Reservation for Atis on Boracay eyed
By Nestor P. Burgos Jr.
Visayas Bureau
First Posted 17:57:00 11/20/2008
Filed Under: indigenous people, Tourism, Conflicts (general)
ILOILO CITY, Philippines—The National Commission on Indigenous Peoples (NCIP) is considering allocating a reservation area for the indigenous Ati community on Boracay Island.
Lawyer Noel Felongco, NCIP Commissioner for Regions 6 and 7, Mindoro and Romblon, said the stakeholders, including members of the Ati community, have agreed to push for the putting up of the reservation as a permanent solution to threats to the community of being eased out from their homes.
"Everyone is amenable to setting up the reservation on the island," Felongco told the Philippine Daily Inquirer in a telephone interview on Thursday after a three-day consultation with stakeholders on the situation of the Ati community.
Officials led by Presidential Assistant for Western Visayas Raul Banias, Undersecretary Virtus Gil of the Boracay Eminent Persons Group, representatives of the Department of Tourism, business owners and operators and the local government unit attended the consultation.
The nuns of the Holy Rosary Parish Ati Mission (HRPAM), who have been living with community for years, joined the representatives of the Ati community.
Felongco said the stakeholders affirmed the existence of the Ati community as the earliest settlers on the 1,032-hectare island resort and recognized their right to be given a place to stay on the island.
Anthropologists have backed up claims that the Atis were the earliest settlers on the island but were displaced and driven away especially starting in the 1970s when the island started attracting tourists.
Around 45 Ati families or around 200 persons have been living on a one-hectare lot in Sitio (sub-village) Bulabog in Barangay Balabag, one of the three villages of the island-resort.
But they have repeatedly faced threats of eviction from the community, which is situated in adjoining lots separately owned by the families of Aklan Representative Florencio Miraflores and Aniceto Yap.
The community earlier received several promises for a permanent relocation site, including those made by former president Joseph Estrada and President Gloria Macapagal-Arroyo but none has been fulfilled so far.
Felongco said the NCIP would ask the President to proclaim the area, which was classified as forestland, as a reservation for the Atis.
"The Commission will delineate and title the land in the name of the Ati community after a Presidential proclamation is issued," Felongco said.
He said the Atis have opposed the proposal to have them resettled to the mainland in Malay town where there is also a community of Atis residing.
"We will die where we were born, like our ancestors," Felongco quoted the members of the Ati community as having told the NCIP during the dialogue.
The House committee on national cultural communities will hold an inquiry on the island next month to investigate the alleged dispossession of the Ati of their lands.
The inquiry is a result of a resolution filed by Bayan Muna (Country First) Representatives Satur Ocampo and Teodoro Casiño, Gabriela Representatives Liza Maza and Luzviminda Ilagan and Anakpawis (Grassroots) Representative Rafael Mariano.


Go over the material below and report every line that contains the word "plot".
::::
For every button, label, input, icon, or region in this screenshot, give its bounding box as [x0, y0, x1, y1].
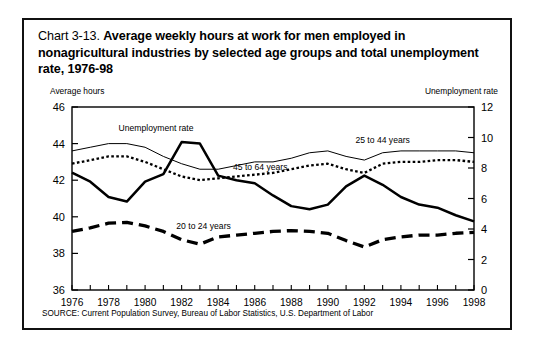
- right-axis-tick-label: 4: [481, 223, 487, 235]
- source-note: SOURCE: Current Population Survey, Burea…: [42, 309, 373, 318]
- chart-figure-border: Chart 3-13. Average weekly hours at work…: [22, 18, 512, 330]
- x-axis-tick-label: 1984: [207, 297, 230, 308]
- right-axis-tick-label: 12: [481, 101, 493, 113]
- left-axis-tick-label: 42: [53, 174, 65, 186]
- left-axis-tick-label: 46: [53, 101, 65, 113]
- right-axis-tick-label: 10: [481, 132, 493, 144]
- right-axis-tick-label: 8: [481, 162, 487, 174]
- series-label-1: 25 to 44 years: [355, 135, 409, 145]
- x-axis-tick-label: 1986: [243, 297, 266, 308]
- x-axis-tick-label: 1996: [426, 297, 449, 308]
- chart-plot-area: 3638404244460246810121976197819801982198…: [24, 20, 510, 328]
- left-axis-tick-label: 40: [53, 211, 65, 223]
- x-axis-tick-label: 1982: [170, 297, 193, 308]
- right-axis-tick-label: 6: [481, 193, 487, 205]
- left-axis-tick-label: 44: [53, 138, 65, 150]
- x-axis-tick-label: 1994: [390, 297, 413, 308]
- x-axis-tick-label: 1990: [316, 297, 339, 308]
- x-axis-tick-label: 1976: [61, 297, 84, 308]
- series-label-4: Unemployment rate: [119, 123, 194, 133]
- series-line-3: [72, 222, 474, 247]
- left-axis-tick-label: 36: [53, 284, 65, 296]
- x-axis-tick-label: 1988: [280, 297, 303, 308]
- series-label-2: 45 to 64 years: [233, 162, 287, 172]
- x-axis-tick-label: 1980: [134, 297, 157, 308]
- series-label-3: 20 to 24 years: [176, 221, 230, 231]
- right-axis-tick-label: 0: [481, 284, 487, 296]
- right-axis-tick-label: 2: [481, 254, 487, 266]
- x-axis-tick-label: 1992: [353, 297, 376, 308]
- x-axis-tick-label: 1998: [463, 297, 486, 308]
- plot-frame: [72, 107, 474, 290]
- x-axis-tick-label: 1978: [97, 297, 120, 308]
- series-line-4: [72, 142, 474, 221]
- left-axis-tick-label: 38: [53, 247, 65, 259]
::::
### RESPONSE
- chart-plot-area: 3638404244460246810121976197819801982198…: [24, 20, 510, 328]
- plot-frame: [72, 107, 474, 290]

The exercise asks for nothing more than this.